A coalition of feminist and transgender groups is turning to Congress to breathe new life into the twice-dead Equal Rights Amendment (ERA).
First introduced in 1972, the ill-fated amendment failed to be ratified by the constitutionally required 38 states within the seven years Congress allotted for the process.
It fell short again even after Congress, by a simple majority vote, extended the time limit by another three years.
Over the first seven years, 35 states ratified the amendment but five of them rescinded their ratification before the deadline expired.
Forty years elapsed between the time Indiana ratified the ERA in 1977 and another state did the same.
Attorney Kris Ullman, president of the Eagle Forum, a national pro-family advocacy group, told The Epoch Times that radical ERA promoters have never recognized the validity of the five rescissions.
The ‘Three State Strategy’
Nevada’s ratification was the first salvo in what became known as the “Three State Strategy,” a plan adopted by ERA promoters to add three states to the 35 ratifications they claim are still valid, thus arriving at the 38 required for adoption of the amendment.Illinois ratified the ERA in 2018, followed by Virginia in 2020, setting the stage for a showdown in Congress.
Today, advocates say all that stands in the way of the ERA from becoming the 28th Amendment to the United States Constitution is a vote by Congress.
“They want Congress to disavow the 1982 expiration date, recognize that the required 38 states have now ratified the amendment, and declare ERA the law of the land,” said Ullman.
The text of the amendment approved by Congress in 1972 reads:
Add Gender Identity and Sexual Orientation
According to Ullman, pro-trans and pro-abortion groups are the strongest supporters of the ERA.“In my opinion, they want to use the ERA to insert gender identity and sexual orientation into the Constitution and use it to strike down all restrictions on abortion,” she said.
Adoption of the ERA would jeopardize the existence of “female-only spaces.” It could eliminate single-sex women’s domestic violence shelters, single-sex prisons, schools, and sports, according to Ullman.

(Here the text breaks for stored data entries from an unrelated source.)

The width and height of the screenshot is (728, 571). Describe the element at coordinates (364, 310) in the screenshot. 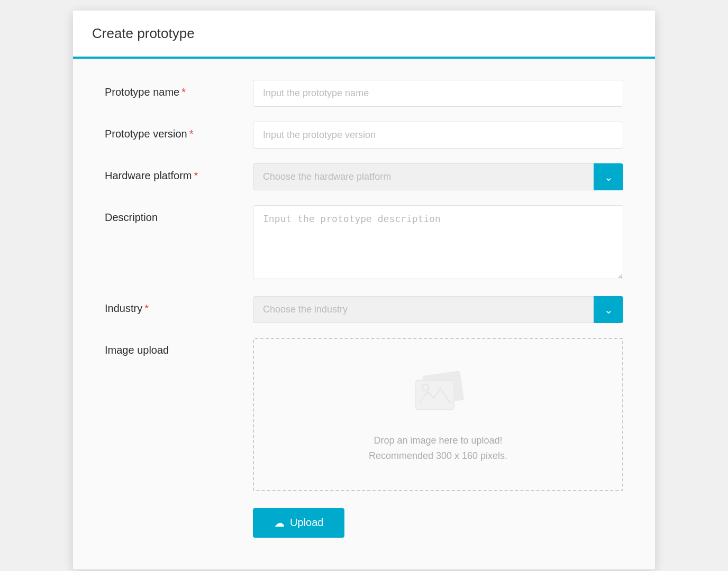

I see `industry-row: Industry* Choose the industry ⌄` at that location.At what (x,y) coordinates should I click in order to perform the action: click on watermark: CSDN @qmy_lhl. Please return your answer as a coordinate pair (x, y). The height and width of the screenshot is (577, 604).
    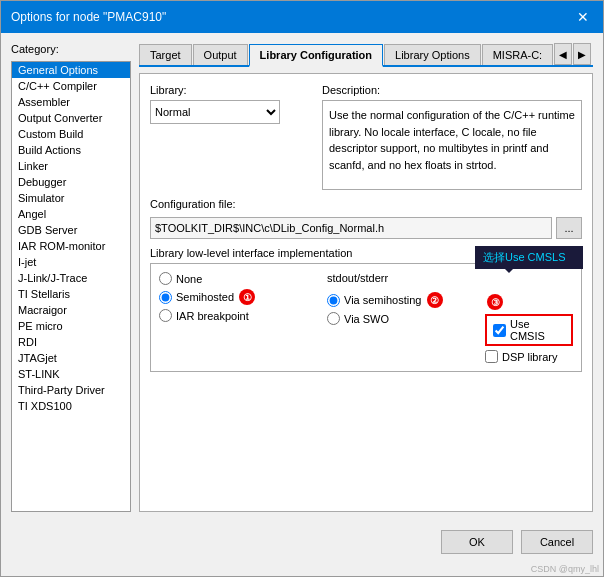
    Looking at the image, I should click on (302, 570).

“I’m also concerned about the possible elimination of the military draft exemption for women,” she said.
A Raucous Senate Hearing
The first step in the most recent effort to adopt the ERA began on Jan. 24 with the introduction of Senate Joint Resolution 4 by Sens. Ben Cardin (D-Md.) and Lisa Murkowski (R-Alaska)The Senate Judiciary Committee held a hearing on the resolution on Feb. 28.

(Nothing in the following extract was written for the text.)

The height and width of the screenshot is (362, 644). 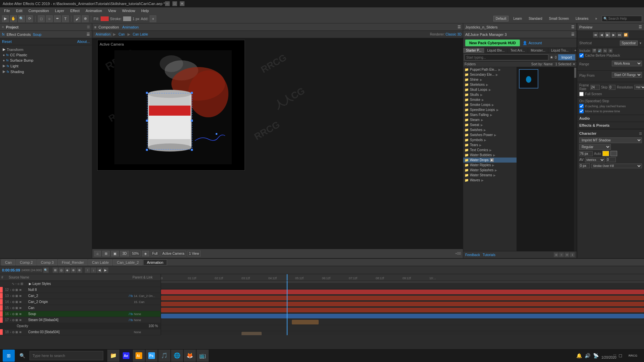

Ullman, who was at the hearing, told The Epoch Times that several Democrats on the committee opened the proceedings by asserting that women in the United States are discriminated against.
The committee then heard from representatives of several groups demanding the amendment be immediately recognized by Congress as ratified.
LGBT Leaders Weigh In
LGBT activists are among the leading proponents of the ERA. In social media posts, they express fear of losing many of their recently hard-won rights at the hands of a conservative Supreme Court and conservative state legislatures.One LGBT online post said the ERA is needed in order to provide “a wider tent of constitutional protection.”
Changing Definitions
“The word ‘sex’ today has many different definitions and connotations than it had in the 1970s,” said Chairwoman Anne Cori of the Eagle Forum.Ullman said that the objective of the political left has been to redefine what the word “sex” means.
“I do not trust people who cannot even define the word ‘woman’ to determine that,” she said.
Cori, daughter of the late conservative political activist and ERA nemesis Phyliss Schlafly, told The Epoch Times, “The ERA would make illegal any kind of distinctions on the basis of sex. It cuts across every aspect of the law and makes everything sex neutral.
“The ERA makes males and females interchangeable in every aspect of life. Everybody knows there are fundamental biological differences between men and women. It’s folly to pretend they can be interchanged.
Will it Pass?
Ullman told The Epoch Times she is confident that the ERA promoters will not get 15 Republican senators to join the 51 Democrats in order to pass Senate Joint Resolution 4 with the two-thirds majority needed for adoption.“It’s clear they don’t have the votes,“ Cori said. ”If they did, it would have been passed already.”
Ullman said she has no doubt that the losing side will take the issue to the Supreme Court.
That may prove a tall order for ERA proponents because, on the very day of the hearing, it was announced that a federal appeals court had just upheld a prior federal district court ruling that found that deadlines for the ratification of the amendment had “expired long ago.”